Thursday/Friday, Julyl 1/2
12:30 AM
It doesn't seem fair, somehow, that after leaving the car dealership at around 11:30 (three hours after I had planned to set out), and going home to pack the car that I was unable to pack last night, I should go down into my basement to unplug the dehumidifier and find the basement flooded.
It was not a huge flood -- just enough to soak some cardboard boxes near the dehumidifier and to threaten electrocution from the extension cord lying in the water.
I chose not to deal with it -- just threw several rolls of paper towels in the water, unplugged the cords, packed the car and left. I wasn't even in Georgia yet and was choosing to "think about that tomorrow."

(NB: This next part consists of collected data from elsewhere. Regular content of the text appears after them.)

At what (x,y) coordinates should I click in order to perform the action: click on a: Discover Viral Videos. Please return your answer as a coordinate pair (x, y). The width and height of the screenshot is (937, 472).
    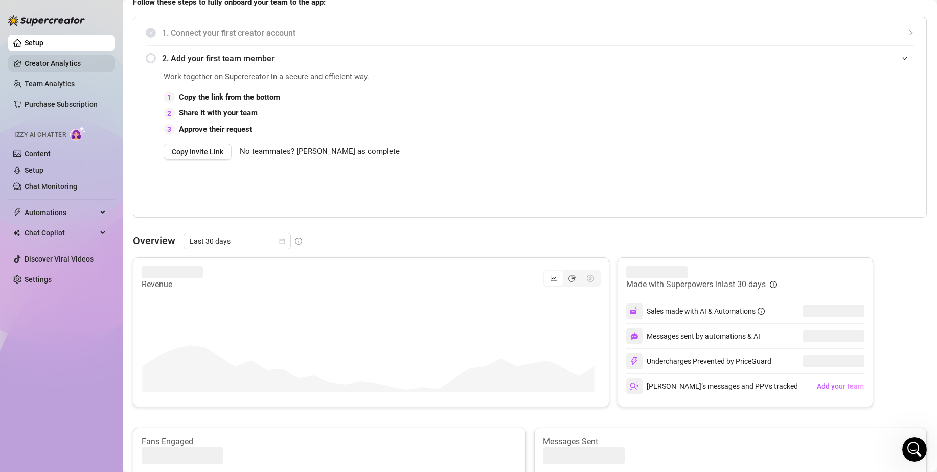
    Looking at the image, I should click on (59, 259).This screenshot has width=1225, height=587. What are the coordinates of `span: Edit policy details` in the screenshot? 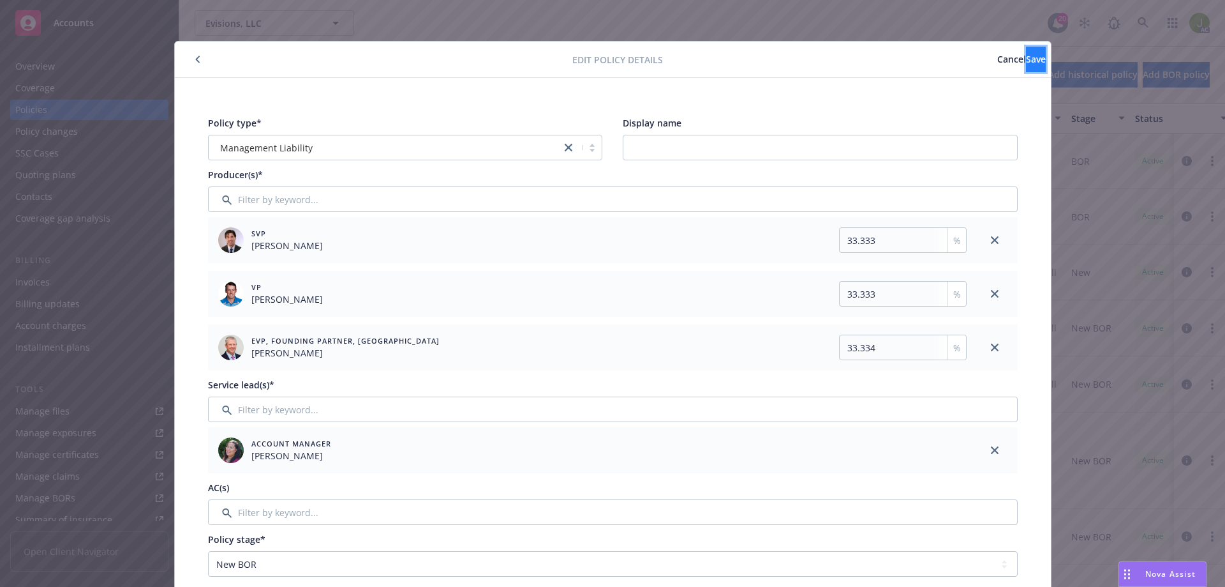 It's located at (618, 59).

Following Michael's directions (he is my younger brother who knows how to get to places), I drove to a plot of land near Toccoa, Georgia. which has been in our family for many, many years. In the 1920s and 1930s the land was pasture and soy bean fields, and cotton grew there. I imagine that it was a sort of Depression-era compound, with several family members owning houses within shouting distance of one another. All the houses (except one very delapidated one) are gone now.
To reach the land I drove through Toccoa, turned onto Highway 17 and from there to Highway 106. Between two small country churches I turned down an overgrown lane and drove back to The Property -- now grown over with weeds, scrub pine (is that the correct term?), and especially blackberry bushes. I saw at least 6,498,278 blackberries today.
I am not fond of blackberries, but these are small and very sweet and turned my fingers purple as I picked 479 of them to give to my friend, Valerie, at whose Rome, Georgia home I am staying tonight. Val is an old friend -- a strong woman who survived an almost-fatal car accident in December. When I forget that I, too, am a strong woman, she reminds me.
When I arrived at Val's about 7:30 PM, I jumped out of the car, shoved the container of berries at her, and shouted, "Quick! Point me to a shower!" I had found a tick in my hair as I drove from Toccoa to Rome, and for many miles I imagined that his family and friends were attaching themselves to my skin under my perspiration-soaked jeans and tank-top. I had an almost uncontrollable urge to pull over to the shoulder of Highway 365 and disrobe, but I didn't.
I caught the wayward tick and wrapped him in a tissue and closed him up in a cup of salsa, lid tight. I must remember not to dip tortilla chips in that cup tomorrow.
I have no doubt that tonight, out in my car parked in Val's garage, there are angry, disease-bearing ticks waiting for me in the folds of the carseats, under the mats, between the pages of my road maps, in the bag of chocolate-covered almonds I had planned to eat on the drive to Scottsboro, Alabama in the morning. But it seems foolish to fret about that at 1:36 AM. "I'll think about that tomorrow."